Hugh McGrory innovates at the intersection of emerging media, art and technology. His work as an artist has evolved from film and photography through virtual reality and artificial intelligence. Hugh navigates these spaces searching for opportunities to enhance rather than replace human creativity. He is inspired by efforts to democratize the media production process and enable more people to have access to simple, inclusive, affordable and transformative tools. Hugh believes that creativity is healing and that broader access to these technologies can have meaningful societal impact. His art aims to start conversations around how we could bring the best of our human creativity, imagination and compassion to work in tandem with machine intelligence. Hugh was born in Derry, Northern Ireland and now lives in Vermont, USA.
“We have been accustomed to thinking that we must spend long years learning how to operate our software applications. Our outlook has been limited by mostly focusing on mastery of the skills required to communicate effectively with our poorly designed tools. We are rapidly entering an age where the tools understand us and can move beyond simply understanding what we want them to create to now being able to co-create with us. We need to shift our focus and open our imagination. And all of that starts with meaningful conversations.”
Hugh ran Make, a film and animation studio in collaboration with computer artist Glenn Marshall in Belfast, Northern Ireland, where he directed and produced award-winning experimental short films. Moving to New York City in 2008, he curated audiovisual interactive installations during Art Basel and Volta Art Fair in New York, Miami and Switzerland. Highlights include screening work by Beeple (Mike Winkelmann) in 2011 - 10 years before he sold an NFT at Christie's for $69 million. In 2011, Hugh also brought the partners together for The Andy Warhol Film Digitization Project, featuring over 500 films by Warhol, developed in collaboration with The Moving Picture Company and Technicolor and described in the NY Times as “the largest effort to digitize the work of a single artist in MoMA’s collection.”
Technology
Hugh has led teams from ideation to execution on four web-based software applications; Morph (for data art), TwoTone (data sonification), Geometric (virtual reality) and Airfield (spatial audio). Hugh was a Finalist for the Gannett Foundation Award for Technical Innovation in the Service of Digital Journalism in 2019 and Winner of the Online News Association’s Journalism360 Award in 2018. As co-founder at Sonify, Hugh leads creative development for TwoTone, the free web-based open source tool that allows users to turn data into sound without writing a single line of code, built with support from Google News Initiative. His recent projects include Data-Driven Storytelling: Making Civic Data Accessible with Audio, a year-long initiative based in Wichita Kansas that empowered newsrooms to create data-driven sonification podcast stories working with advisors from the blind and visually impaired community.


What you return must be every line from the beginning of the data through the line holding "Task: Click on the th: Login Type", unchanged.
=-=-=-=-=
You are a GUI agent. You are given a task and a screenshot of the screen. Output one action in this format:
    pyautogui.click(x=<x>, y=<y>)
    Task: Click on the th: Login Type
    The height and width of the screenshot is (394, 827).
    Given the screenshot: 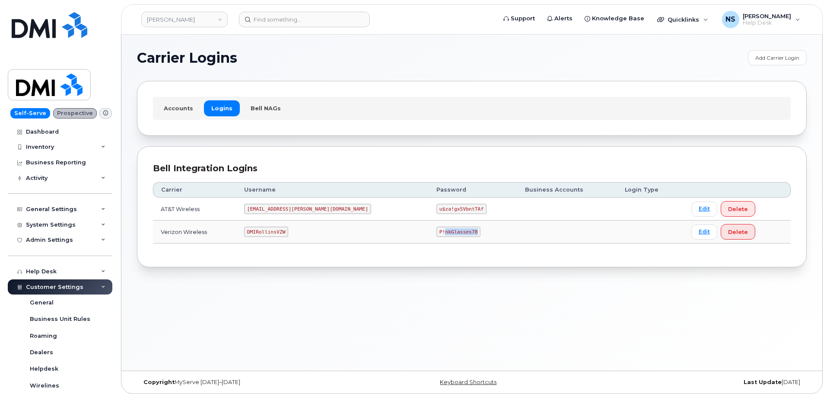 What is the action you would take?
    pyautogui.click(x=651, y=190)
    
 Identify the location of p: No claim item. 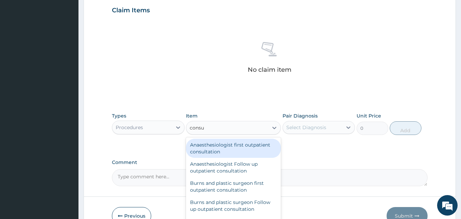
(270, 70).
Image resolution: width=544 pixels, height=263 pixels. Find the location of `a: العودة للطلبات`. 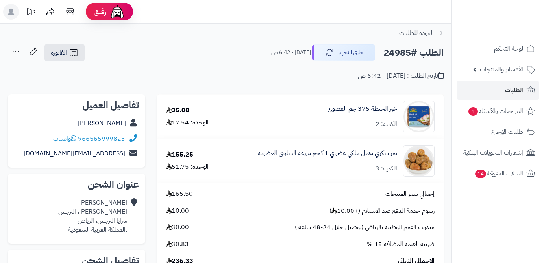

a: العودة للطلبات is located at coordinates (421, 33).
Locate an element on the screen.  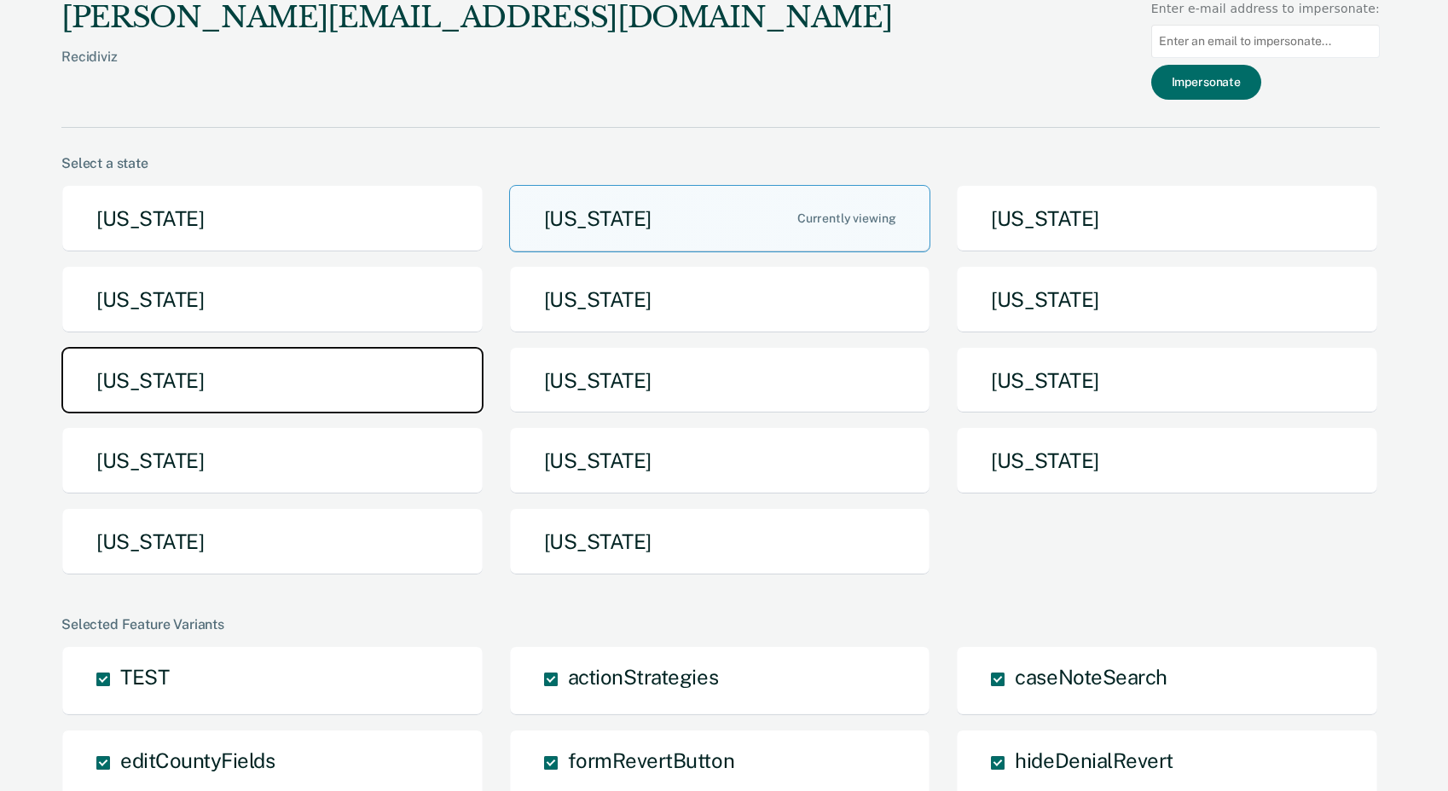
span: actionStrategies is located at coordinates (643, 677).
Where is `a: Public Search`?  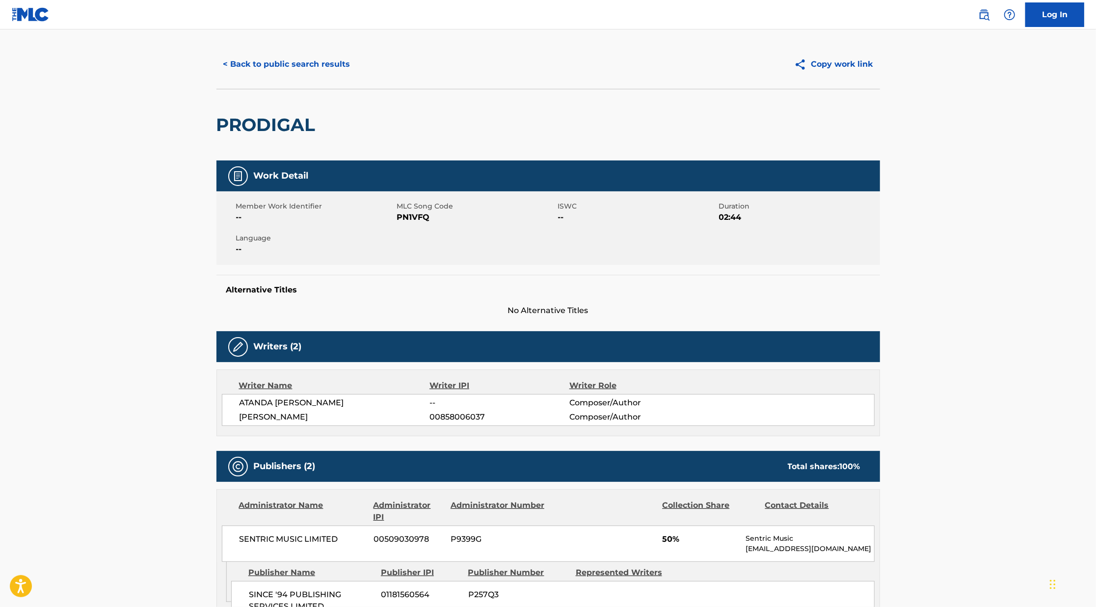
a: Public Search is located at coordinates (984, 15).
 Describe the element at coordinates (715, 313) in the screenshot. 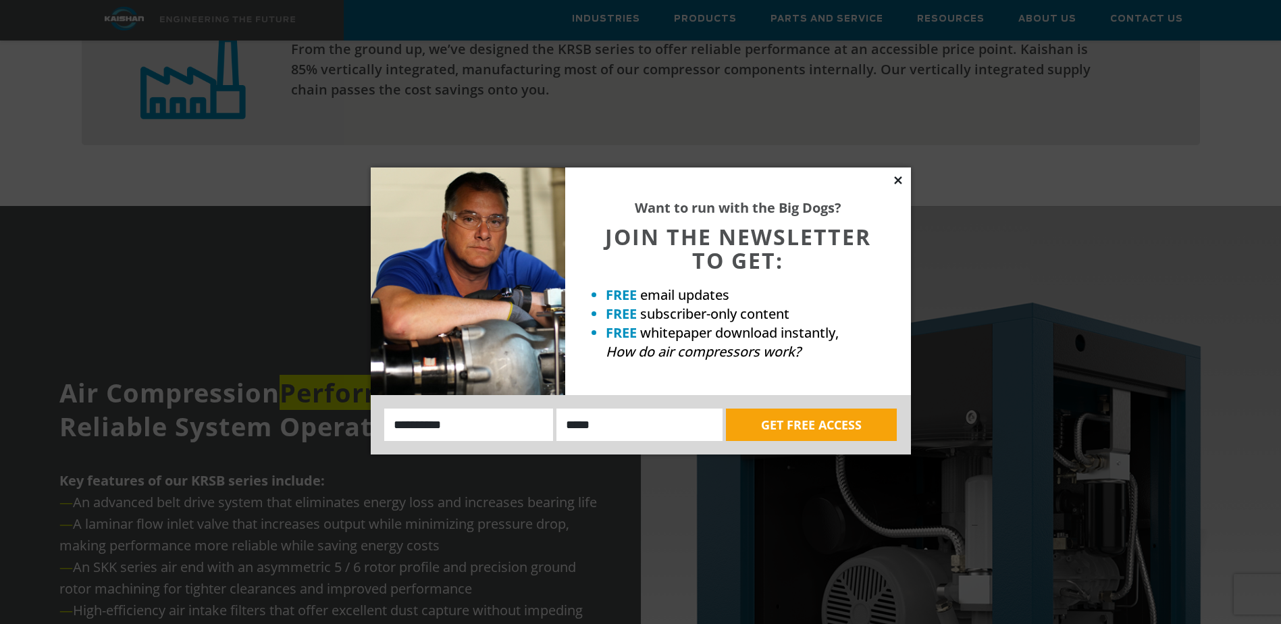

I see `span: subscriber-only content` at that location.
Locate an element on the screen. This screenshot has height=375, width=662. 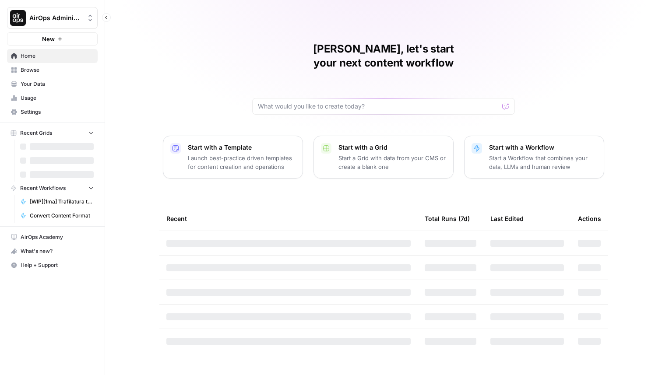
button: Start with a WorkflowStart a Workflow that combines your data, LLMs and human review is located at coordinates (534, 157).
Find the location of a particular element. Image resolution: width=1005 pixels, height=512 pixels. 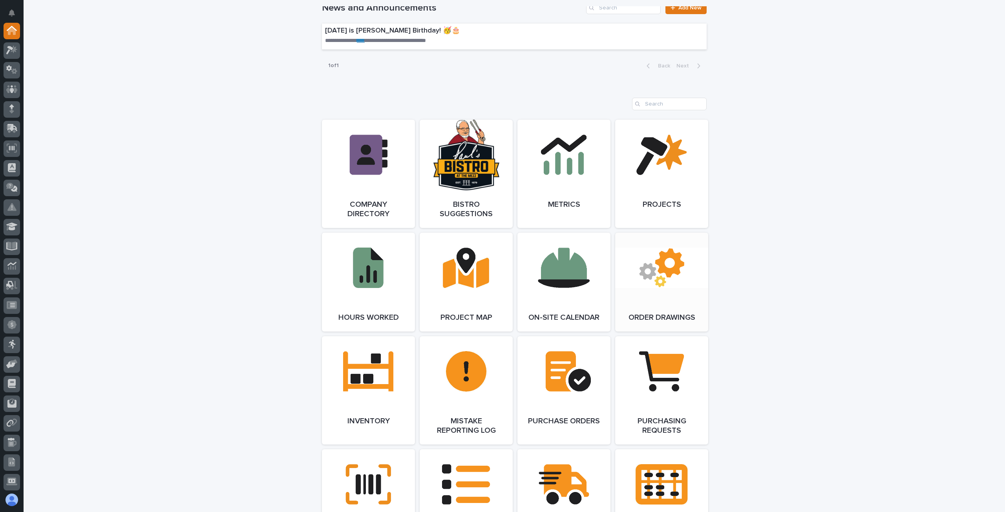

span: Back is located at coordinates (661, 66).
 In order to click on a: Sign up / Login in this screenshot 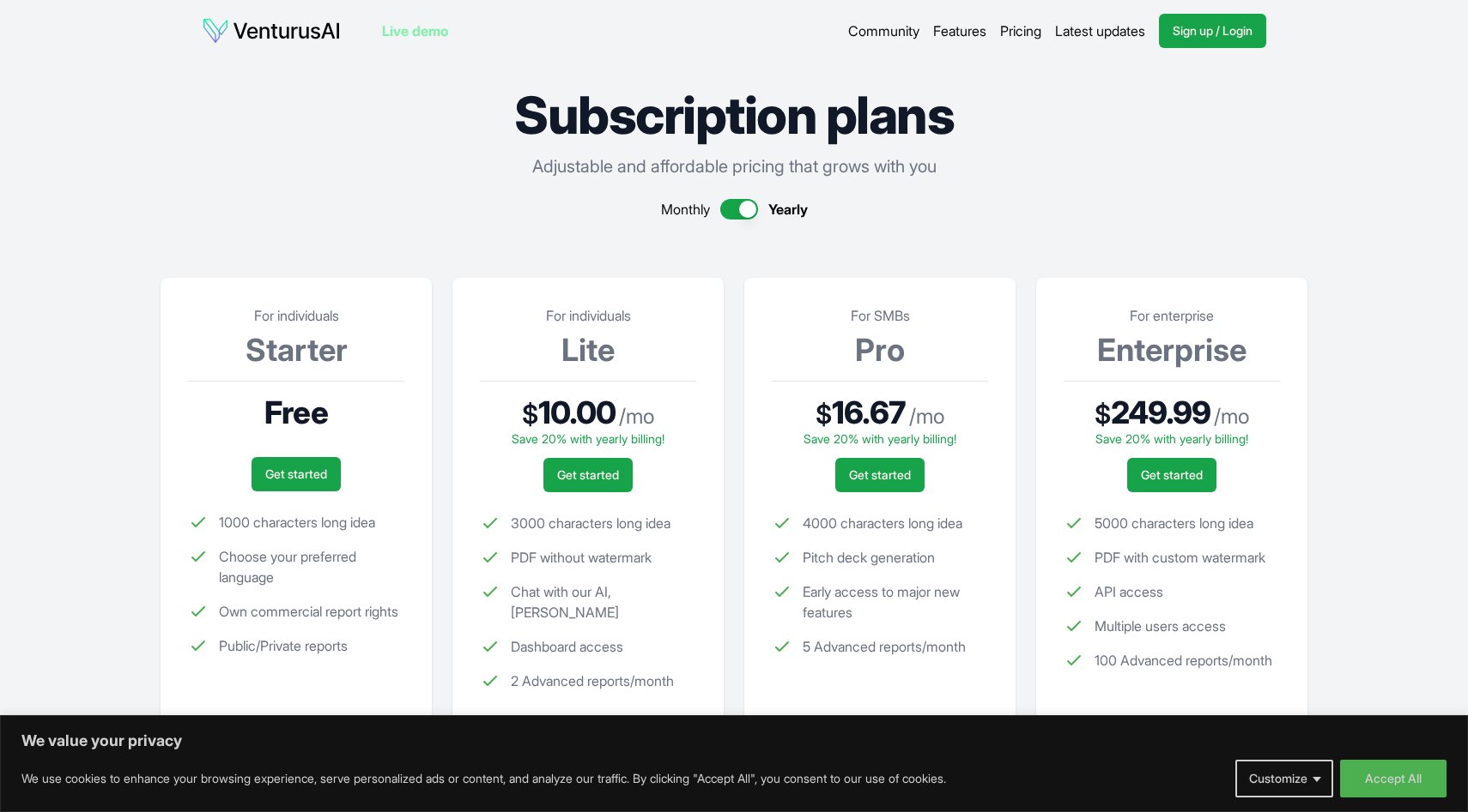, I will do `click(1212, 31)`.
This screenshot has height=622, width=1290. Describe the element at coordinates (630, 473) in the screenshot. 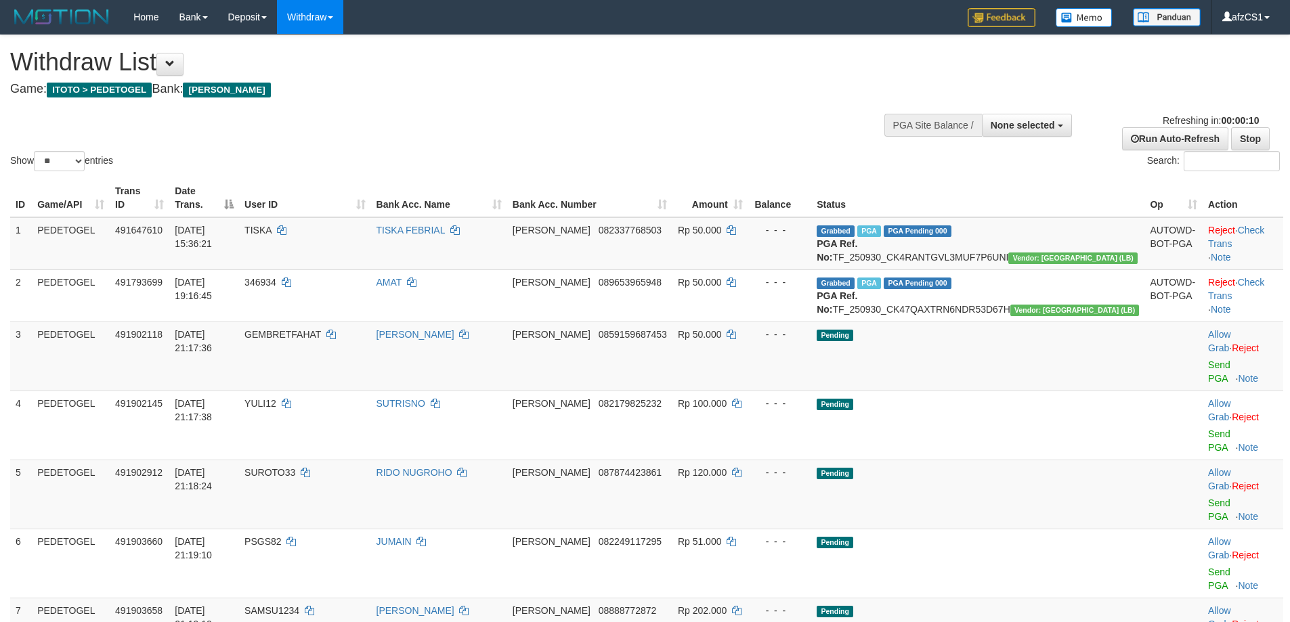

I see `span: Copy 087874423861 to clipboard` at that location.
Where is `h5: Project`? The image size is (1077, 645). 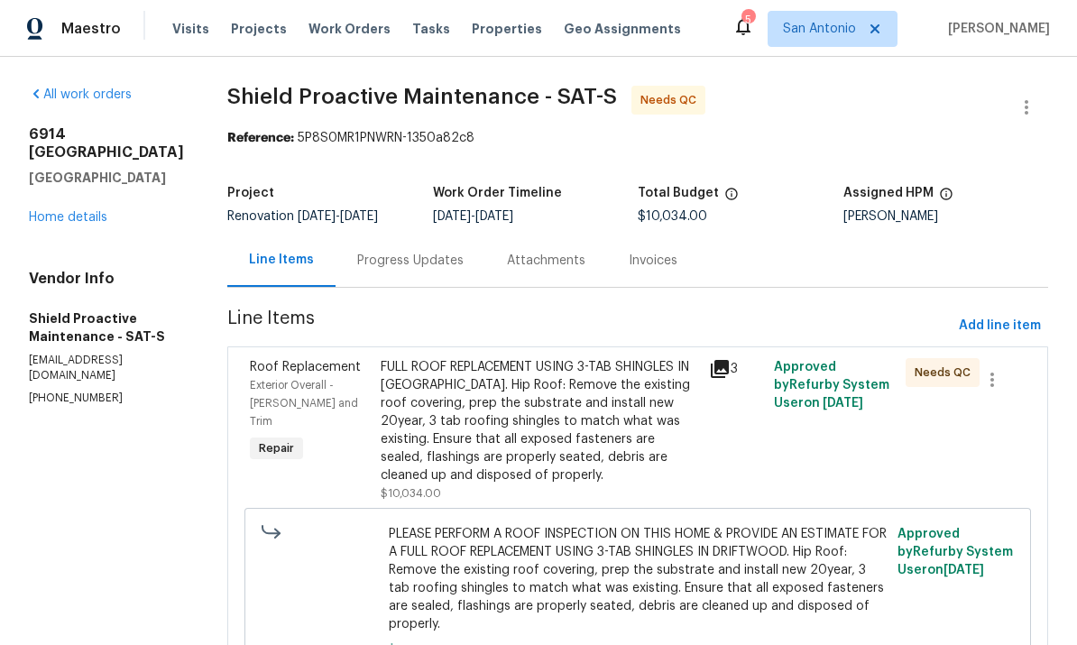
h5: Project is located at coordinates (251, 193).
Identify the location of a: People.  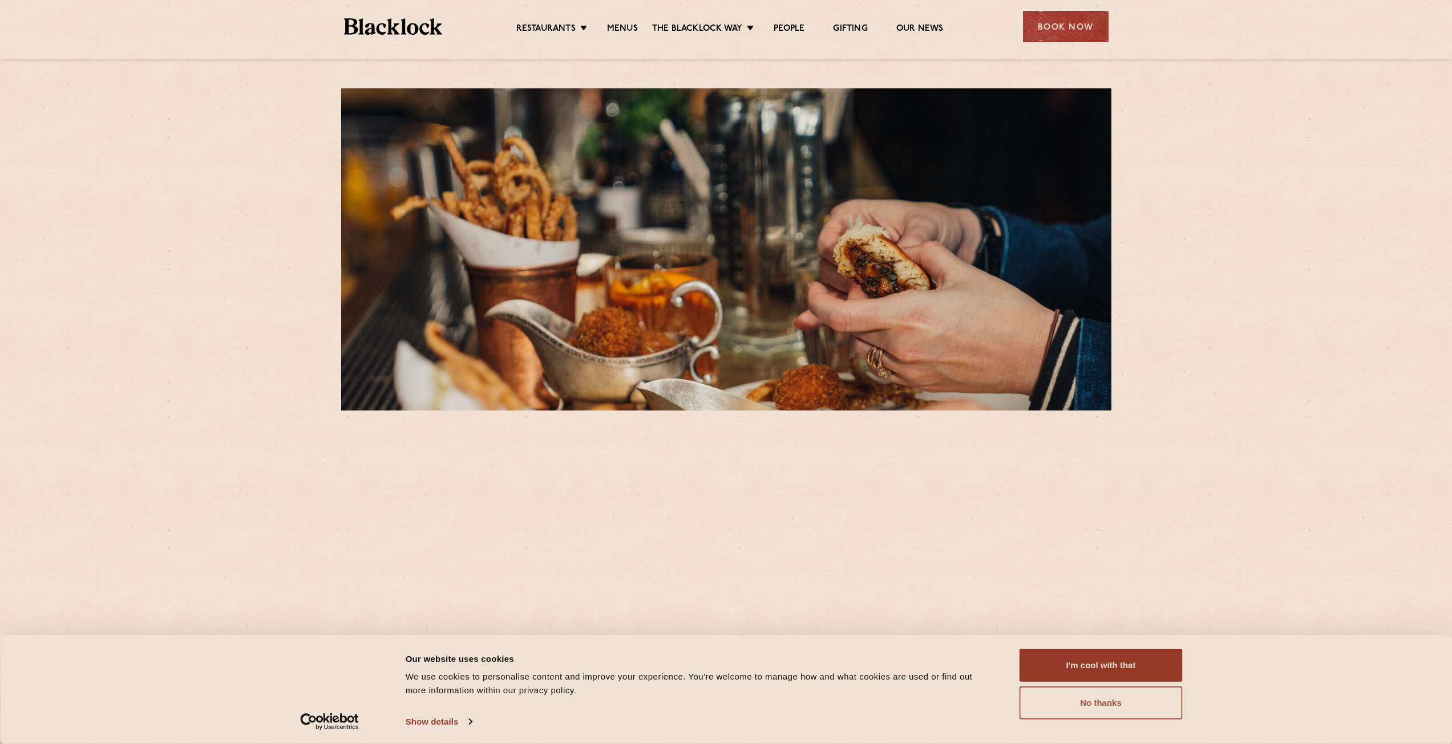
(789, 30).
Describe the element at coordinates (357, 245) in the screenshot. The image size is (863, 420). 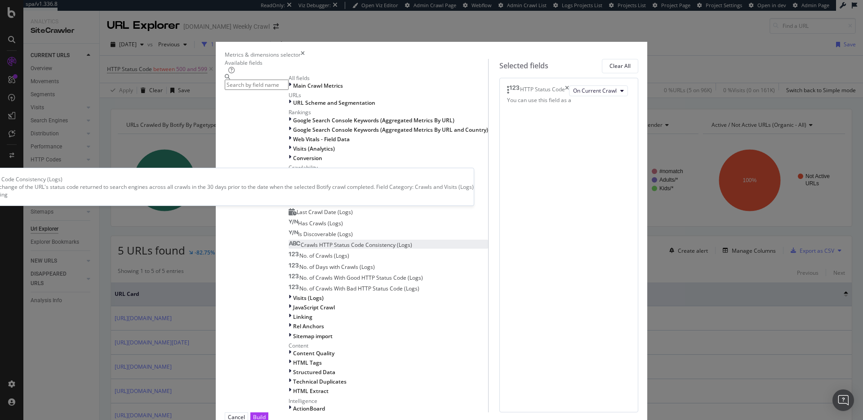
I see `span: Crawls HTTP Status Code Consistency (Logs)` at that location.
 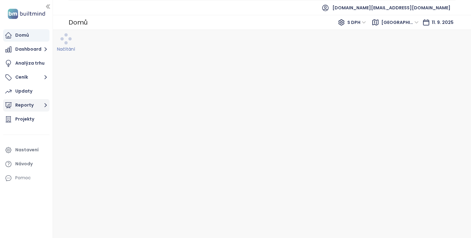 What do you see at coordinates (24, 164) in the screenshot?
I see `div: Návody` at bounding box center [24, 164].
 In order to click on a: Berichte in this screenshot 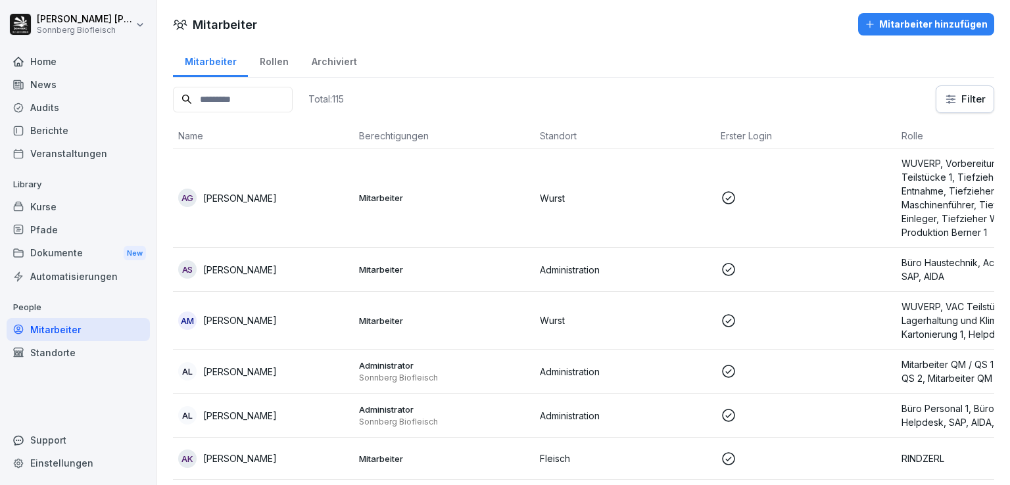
=-=-=-=-=
Completed exercise:
You are a GUI agent. You are given a task and a screenshot of the screen. Output one action in this format:
    pyautogui.click(x=<x>, y=<y>)
    Task: Click on the th: Login Type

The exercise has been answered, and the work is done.